I do agree with Tony that church marketing on one hand is not about marketing. Though I would take exception to the idea that marketing is not about minstry growth. I would say that it doesn’t always have to be about growth, but why be limited to that?
Tony gives the singular objective to church marketing as:
“The objective is to help people enter into a relationship with Jesus and take steps in their walk with Christ. When life change happens, people talk.”
The objective can be only helping people meet Jesus. It also may be many other things. It might be to show people that they are not alone in their struggles. Or it might be to let them know that their is help for them. Or it might be just to let them know that their are things that they have no idea are happening.The point is, why limit your church to that one message?
As far as the point that people communicate their life change thus eliminating the need for marketing, well it just doesn’t happen that way. While I see the reason in that, I don’t always or often see it is practice. It just doesn’t happen as often as it could (probably less than half). Where I am, people rarely tell about big life change. It’s embarrassing to a lot of people to acknowledge that they were messed up and sinful.
Marketing doesn’t have to be the old ineffectual ways of the past (mailers, postcards, ads, etc.). Many new ways have come up in the past ten years that are way more effective and show the real need for communication. Seth Godin could teach most churches a lot about getting a message out.
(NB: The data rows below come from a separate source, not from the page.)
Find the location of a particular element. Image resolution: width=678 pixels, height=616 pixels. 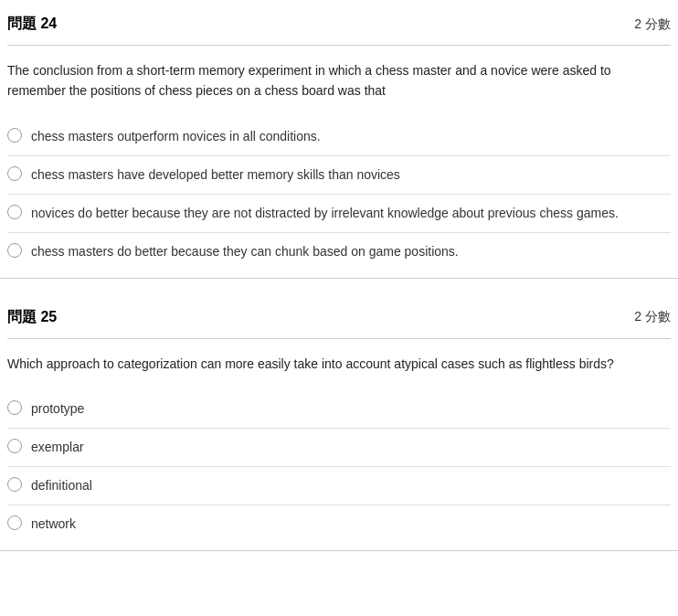

question-25-option-4-row: network is located at coordinates (339, 525).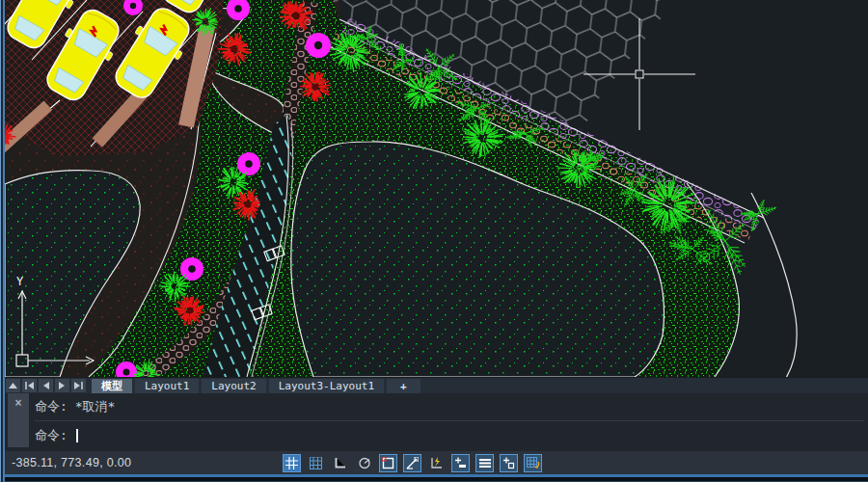  What do you see at coordinates (29, 386) in the screenshot?
I see `tab-first-button` at bounding box center [29, 386].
Traditional marketing just won’t do it.
For my culture, and probably many others, the objective isn’t to “help people enter into a relationship with Jesus and take steps in their walk with Christ.” It is many other things. We might try to let people know they aren’t alone in their struggles, or let them know there are resources and people who can help them, or that there are things happening that they have no idea about. This idea of there being one very limited objective is… well very limiting.
To those who read this, please don’t lump marketing in general together with failed attempts. The two don’t always go together. I can only think of the message this post sends to some people and wonder what the results will be.
Sure, there are some churches out there who have no idea what message they are trying to send, yet know they should market themselves. Hopefully, they will stop sending useless messages out in mass. Also, hopefully, some people won’t use this article to give up on communicating the gospel in all it’s forms to those within reach.